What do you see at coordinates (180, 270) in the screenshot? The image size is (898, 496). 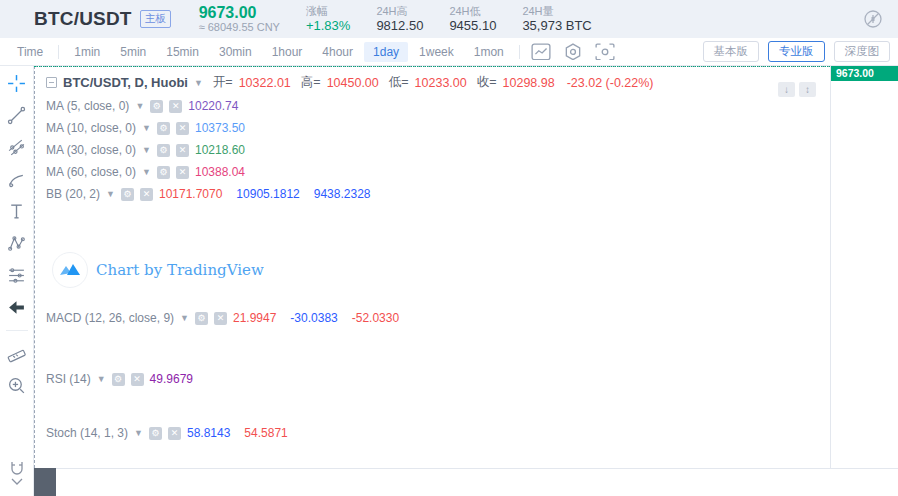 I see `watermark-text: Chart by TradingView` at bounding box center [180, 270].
---
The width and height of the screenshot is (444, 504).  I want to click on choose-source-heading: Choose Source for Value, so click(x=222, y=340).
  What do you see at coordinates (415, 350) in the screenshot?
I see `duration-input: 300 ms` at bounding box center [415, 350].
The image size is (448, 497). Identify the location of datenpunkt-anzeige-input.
==
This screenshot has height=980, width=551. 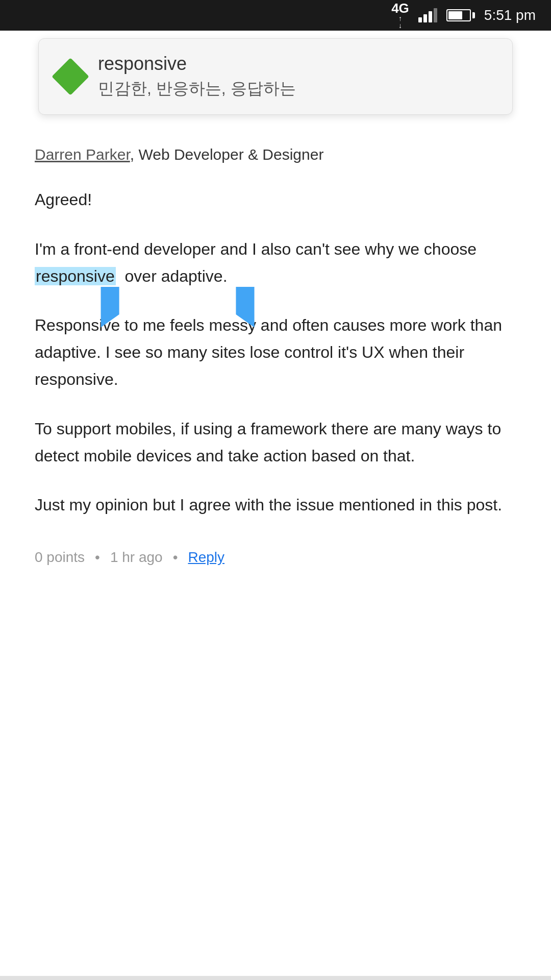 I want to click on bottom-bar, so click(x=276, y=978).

> _Action item_
Copy word for word the stretch of entries above from the line that has "The width and" through the line that has "The image size is (448, 497).", both ends included, and nothing outside it.

> _Exercise result_
The width and height of the screenshot is (444, 504).  I want to click on choose-source-heading: Choose Source for Value, so click(x=222, y=340).
  What do you see at coordinates (415, 350) in the screenshot?
I see `duration-input: 300 ms` at bounding box center [415, 350].
The image size is (448, 497). Identify the location of datenpunkt-anzeige-input.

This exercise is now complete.